Submit portable freeware that you find here. It helps if you include information like description, extraction instruction, Unicode support, whether it writes to the registry, and so on.
As far as I remember (in previous versions) OpenOffice allowed me to choose which components to be installed while LibreOffice didn't. Am I right? If I am not- please excuse me and I will withdraw my comment.
My point is that OpenOffice 4.1.3 is released when Apache says so - not immediately when the binaries have been uploaded. I linked above the wiki page where Apache tracks the release process: as you can see, OpenOffice 4.1.3 builds have been uploaded (task "Upload builds to SF mirrors" is completed), but Apache hasn't made any of the release announcements yet.
smaragdus wrote:
As far as I remember (in previous versions) OpenOffice allowed me to choose which components to be installed while LibreOffice didn't. Am I right? If I am not- please excuse me and I will withdraw my comment.
Well, yes, it's correct that LibreOffice no longer allows you to install only individual components.
smaragdus wrote:Am I right? If I am not- please excuse me and I will withdraw my comment.
As SYSTEM points out you are correct, but my understanding is that there's so much overlap in terms of components that not installing a particular program set or package didn't really affect install size, making it a mostly cosmetic change.
That said, LibreOffice just keeps getting better and better and I find it far more customizable than OpenOffice or Microsoft Office.
It is well-known that OpenOffice lacks manpower and I read some disturbing articles about its possible shut down (here is one- OpenOffice, after years of neglect, could shut down). I am not among those who think that one free and open-source office package is enough, I always prefer to have a choice and I think that a competition is always better. About installing components- I do not care about saved space but I want to be able to choose what I need and what I don't- OpenOffice gives me this freedom of choice while LibreOffice, despite its name, doesn't. There is another thing about LibreOffice which irritates me- their Fresh/Stale releases- Alpha/Beta/Stable have been defined long time ago and there is no need The Document Foundation to reinvent/rename them. What is stale and what is fresh? Fresh is equal to Beta and Still- to Stable? For me this is ludicrous. Once I promised myself that I will never touch LibreOffice until it comes back to reasonable version scheme, no fresh/still releases for me. I do not claim that OpenOffice is better than LibreOffice (in fact I have not used any of these packages for quite some time), I am aware that the development of OpenOffice is extremely slow and I suppose it is the worse package but it gives me reasons to choose it. I hope that OpenOffice will not be shut down and that it will not be merged with LibreOffice.
I'd recommend against downloading before it's officially announced. It's quite normal for a project to let something mirror for a while before release. During the staging time, sometimes a showstopper bug can be found or an error in the build process that causes a release to be pulled.

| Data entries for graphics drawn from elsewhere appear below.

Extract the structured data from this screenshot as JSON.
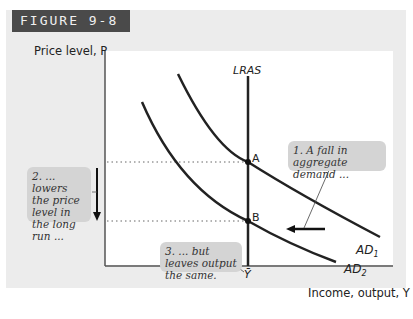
{
  "figure": {
    "label": "FIGURE 9-8",
    "y_axis_label": "Price level, P",
    "x_axis_label": "Income, output, Y",
    "x_tick": "Ȳ",
    "curves": {
      "lras": "LRAS",
      "ad1": "AD",
      "ad1_sub": "1",
      "ad2": "AD",
      "ad2_sub": "2"
    },
    "points": {
      "a": "A",
      "b": "B"
    },
    "annotations": {
      "one": "1. A fall in aggregate demand ...",
      "two": "2. ... lowers the price level in the long run ...",
      "three": "3. ... but leaves output the same."
    },
    "colors": {
      "panel_bg": "#ececec",
      "badge_bg": "#4a4a4a",
      "callout_bg": "#d4d4d4",
      "curve": "#222222"
    }
  }
}
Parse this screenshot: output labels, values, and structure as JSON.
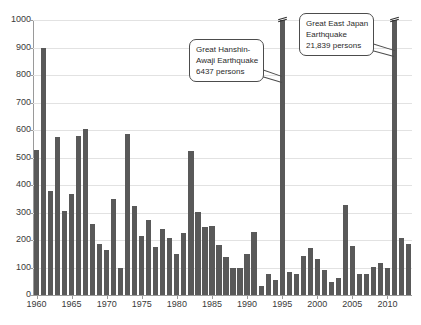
{
  "chart_data": {
    "type": "bar",
    "title": "",
    "subtitle": "",
    "xlabel": "",
    "ylabel": "",
    "ylim": [
      0,
      1000
    ],
    "ytick_step": 100,
    "ytick_labels": [
      "0",
      "100",
      "200",
      "300",
      "400",
      "500",
      "600",
      "700",
      "800",
      "900",
      "1000"
    ],
    "xtick_labels": [
      "1960",
      "1965",
      "1970",
      "1975",
      "1980",
      "1985",
      "1990",
      "1995",
      "2000",
      "2005",
      "2010"
    ],
    "grid": true,
    "legend": "none",
    "bar_color": "#595959",
    "grid_color": "#e2e2e2",
    "axis_color": "#9a9a9a",
    "categories": [
      "1960",
      "1961",
      "1962",
      "1963",
      "1964",
      "1965",
      "1966",
      "1967",
      "1968",
      "1969",
      "1970",
      "1971",
      "1972",
      "1973",
      "1974",
      "1975",
      "1976",
      "1977",
      "1978",
      "1979",
      "1980",
      "1981",
      "1982",
      "1983",
      "1984",
      "1985",
      "1986",
      "1987",
      "1988",
      "1989",
      "1990",
      "1991",
      "1992",
      "1993",
      "1994",
      "1995",
      "1996",
      "1997",
      "1998",
      "1999",
      "2000",
      "2001",
      "2002",
      "2003",
      "2004",
      "2005",
      "2006",
      "2007",
      "2008",
      "2009",
      "2010",
      "2011",
      "2012",
      "2013"
    ],
    "values": [
      528,
      900,
      378,
      575,
      307,
      368,
      578,
      605,
      259,
      187,
      163,
      350,
      100,
      585,
      322,
      213,
      273,
      174,
      239,
      208,
      150,
      225,
      524,
      301,
      249,
      251,
      181,
      138,
      97,
      97,
      148,
      229,
      32,
      76,
      56,
      6437,
      84,
      75,
      143,
      172,
      130,
      90,
      48,
      62,
      327,
      177,
      75,
      76,
      101,
      115,
      98,
      21839,
      206,
      185
    ],
    "broken_bars": [
      {
        "category": "1995",
        "value": 6437
      },
      {
        "category": "2011",
        "value": 21839
      }
    ],
    "annotations": [
      {
        "name": "great-hanshin-awaji-callout",
        "target_category": "1995",
        "lines": [
          "Great Hanshin-",
          "Awaji Earthquake",
          "6437 persons"
        ]
      },
      {
        "name": "great-east-japan-callout",
        "target_category": "2011",
        "lines": [
          "Great East Japan",
          "Earthquake",
          "21,839 persons"
        ]
      }
    ]
  }
}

smaragdus wrote:There is another thing about LibreOffice which irritates me- their Fresh/Stale releases
I actually run both on my computer and run them for different tasks: Fresh for opening files or conversions since it has the latest-and-greatest filters. Meanwhile I keep the Still version around for something that's more stable, as the Fresh version definitely crashes more often.
There was some question as to whether or not the project was going to shut down (discussed earlier in this thread and in entry comments), so I was waiting on that point. In addition to various project announcements discussed in another thread, v4.1.8 just came out and WinPenPack hasn't updated, so I've pushed it to the PA version.
We are pointing to the v4.1.7 version because that's what's currently up on PA. Also, there's not much in the changelog indicating a whole heap of differences between 7 and 8, so most users won't see much difference.
As noted elsewhere and at some length, OpenOffice has not been very responsive about security issues, so if that's a concern you should probably use LibreOffice, which has a more active development cycle to hopefully continue addressing security concerns, as well as more features and better file compatibility.